Some vindication felt after I previously compared Zemeckis’ bizarro Pinocchio redo to Manoel de Oliveira and now he’s gone and riffed on Rohmer’s Lady and the Duke. With a soupçon, come computer-generated finale, of digi-Sirk. (Let the blown mind emojis flow!)
Here is the natural result of Bob Z’s new-flesh mo-capping, though if we’re to position this strange and stimulating object within the output of his generation of boomer auteurs (all of whom earthshakingly changed the American cinematic landscape for mostly big-picture worse and are now at the twin stages of grapple and regret), it’s really his Irishman. The face-replacement program(s) that deepfake Tom Hanks and Robin Wright into their younger selves don’t convince in any traditional sense. I’m personally primed to look for the seams, and it also appears that, unlike Scorsese, Zemeckis doesn’t allow his two lead performers their actual eyeballs so that some window-to-the-soul reality remains.
But I think that’s all to the point: The computerized fakery of youth collides with the tangibility, on multiple other scene partners, of either aged-up makeup F/X or little A.I.-and-otherwise tarting at all. What’s corpse and what’s corporeal is constantly in dialogue, to the point that when smooth-skinned 1s-and-0s Robin Wright stepped into extreme closeup and morphed into her present-day crow’s footed self I gasped in astonishment. Coup de fuggin’ cinema! (And a riposte, in all its resonances, to Alien: Romulus’ ghoulish grave-robbing of Ian Holm.)
That the majority of Here is also shot from a single fixed perspective puts this newfangled whatsit in the ideological and aesthetic vicinity of the Lumières. Though movement does occur via the constant rectangular paneling of imagery (a mo-pic rethinking of source material by comics artist Richard McGuire), which overlays vignettes that occur from the Cretaceous to Covid. A stretch, perhaps, to say that your house was the site where the La-Z-Boy was invented and that your across-the-street neighbor was once Benjamin Franklin? Maybe no more so than that your middle-class suburban hearth also sits atop an Indigenous Peoples’ burial ground and will eventually play host to an African American family discussing the finer points of racist policing with their just-turned-driver’s-age son. (A personal favorite juxtaposition: A politically charged discussion involving a Revolutionary War redcoat that collides with the many-years-later arrival of a “Mayflower” moving truck.)
The Screenplay-by-Eric-Roth-ian Force is strong with this one, though I’m much more willing to go along with Zemeckis-head Dave Kehr’s belief in a Voltaire-and-ilk edge than I am with the fêted (and, barring a revelatory revisit, fetid) Forrest Gump. For whatever sentimental tinkle Alan Silvestri may lend via his musical score, this is a bleak movie at heart, one that details the slow spiraling of its central couple, Hanks and Wright’s Richard and Margaret, into a collective marital and spiritual malaise that is only relieved once minds are literally lost and the stage set of their lives is stripped bare — Norman Rockwell ultimately begetting Samuel Beckett.
The house the film entombs us in is more burden than sanctuary, an albatross around the neck that puts the paltriness of all that happens in and around it in harsh relief. Zemeckis may be wrestling with some of the tunnel-vision thoughtlessness in which his filmmaking has heretofore indulged (think Back to the Future’s “jihad jihad!” Libyans, or the many ways in which his tech-obsessive cinema has been co-opted by those with much less talent, ability, and artistic ethos). But the big takeaway from Here seems to be how humanity’s myriad attributes — the sins, the selflessness, and everything in between — will be swept away.
All things pass. The moments of a life do not accumulate. Except, perhaps, under a watchful camera-eye that is also always-and-ever assured obsolescence and obliteration.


Exactness is required throughout. Return every record once more.

──────── Source material ────────

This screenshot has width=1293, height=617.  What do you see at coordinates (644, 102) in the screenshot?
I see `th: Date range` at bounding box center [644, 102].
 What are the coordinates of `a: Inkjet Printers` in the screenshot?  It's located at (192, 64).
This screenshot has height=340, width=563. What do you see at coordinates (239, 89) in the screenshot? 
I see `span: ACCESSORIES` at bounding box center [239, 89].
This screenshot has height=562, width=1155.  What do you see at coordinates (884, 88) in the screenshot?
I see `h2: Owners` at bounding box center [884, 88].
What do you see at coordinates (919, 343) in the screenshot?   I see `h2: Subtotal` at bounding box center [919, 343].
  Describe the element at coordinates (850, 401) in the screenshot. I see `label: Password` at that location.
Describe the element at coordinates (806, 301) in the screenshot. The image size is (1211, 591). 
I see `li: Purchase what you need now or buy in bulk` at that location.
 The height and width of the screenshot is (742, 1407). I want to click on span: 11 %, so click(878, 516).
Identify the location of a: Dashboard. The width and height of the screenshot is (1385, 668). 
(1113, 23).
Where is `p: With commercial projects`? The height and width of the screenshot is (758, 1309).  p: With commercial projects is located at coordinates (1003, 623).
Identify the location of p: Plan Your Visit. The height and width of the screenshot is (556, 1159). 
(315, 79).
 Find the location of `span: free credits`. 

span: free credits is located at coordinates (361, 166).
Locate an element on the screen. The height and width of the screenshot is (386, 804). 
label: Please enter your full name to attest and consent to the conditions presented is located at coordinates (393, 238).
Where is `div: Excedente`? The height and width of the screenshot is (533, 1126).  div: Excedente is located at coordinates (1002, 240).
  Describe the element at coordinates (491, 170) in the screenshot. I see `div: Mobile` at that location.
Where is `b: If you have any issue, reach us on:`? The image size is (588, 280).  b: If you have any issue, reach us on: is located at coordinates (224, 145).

────────

■ Expected answer
This screenshot has width=1293, height=617.  What do you see at coordinates (644, 102) in the screenshot?
I see `th: Date range` at bounding box center [644, 102].
 What are the coordinates of `a: Inkjet Printers` in the screenshot?  It's located at (192, 64).
This screenshot has height=340, width=563. What do you see at coordinates (239, 89) in the screenshot? 
I see `span: ACCESSORIES` at bounding box center [239, 89].
This screenshot has height=562, width=1155.  What do you see at coordinates (884, 88) in the screenshot?
I see `h2: Owners` at bounding box center [884, 88].
What do you see at coordinates (919, 343) in the screenshot?   I see `h2: Subtotal` at bounding box center [919, 343].
  Describe the element at coordinates (850, 401) in the screenshot. I see `label: Password` at that location.
Describe the element at coordinates (806, 301) in the screenshot. The image size is (1211, 591). 
I see `li: Purchase what you need now or buy in bulk` at that location.
 The height and width of the screenshot is (742, 1407). I want to click on span: 11 %, so click(878, 516).
Identify the location of a: Dashboard. The width and height of the screenshot is (1385, 668). 
(1113, 23).
Where is `p: With commercial projects`? The height and width of the screenshot is (758, 1309).  p: With commercial projects is located at coordinates (1003, 623).
Identify the location of p: Plan Your Visit. The height and width of the screenshot is (556, 1159). 
(315, 79).
 Find the location of `span: free credits`. 

span: free credits is located at coordinates (361, 166).
Locate an element on the screen. The height and width of the screenshot is (386, 804). 
label: Please enter your full name to attest and consent to the conditions presented is located at coordinates (393, 238).
Where is `div: Excedente`? The height and width of the screenshot is (533, 1126).  div: Excedente is located at coordinates (1002, 240).
  Describe the element at coordinates (491, 170) in the screenshot. I see `div: Mobile` at that location.
Where is `b: If you have any issue, reach us on:`? The image size is (588, 280).  b: If you have any issue, reach us on: is located at coordinates (224, 145).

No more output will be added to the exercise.